API tokens must be stored securely and should never be exposed on the client side or in public repositories. Store tokens in secure environment variables or dedicated secrets management systems like AWS Secrets Manager, HashiCorp Vault, or Azure Key Vault. Never hardcode tokens in application code or commit them to version control. Implement proper access controls so only authorized services can access stored tokens. For production environments, use separate tokens from development/testing environments. Rotate tokens periodically and immediately revoke tokens if you suspect they've been compromised. Makini tokens provide access to customer data, so treat them with the same security standards you'd apply to database credentials.

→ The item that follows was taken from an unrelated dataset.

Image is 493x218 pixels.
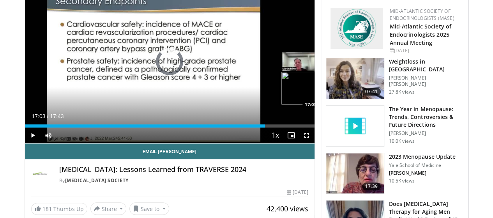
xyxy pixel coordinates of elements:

For bulk operations, we recommend batch processing with appropriate rate limiting and error handling. Makini Flows provides built-in batch processing capabilities with configurable batch sizes, delays between batches, and error handling. For API-based bulk operations, implement pagination when retrieving large datasets—our API returns results in pages with continuation tokens for fetching subsequent pages. When writing large volumes of data, break operations into smaller batches (typically 50-100 records per batch) with delays between batches to avoid overwhelming the target system. Implement comprehensive error logging to identify which specific records fail in a batch. For very large operations (thousands of records), consider asynchronous processing patterns where you queue operations and process them in the background.
When a system becomes unavailable, Makini detects the connectivity failure and marks the connection status accordingly. Scheduled syncs will fail with connectivity errors. API requests to the connection will return error responses indicating the system is unreachable. Makini continues attempting scheduled syncs using exponential backoff—initial retries happen frequently, then progressively less often to avoid overwhelming the system when it comes back online. Webhooks notify you of the connection status change. When the system comes back online, normal operations resume automatically. For temporary outages, no action is required. For extended outages, you may want to notify the customer. Connection credits remain consumed during outages since the connection configuration persists.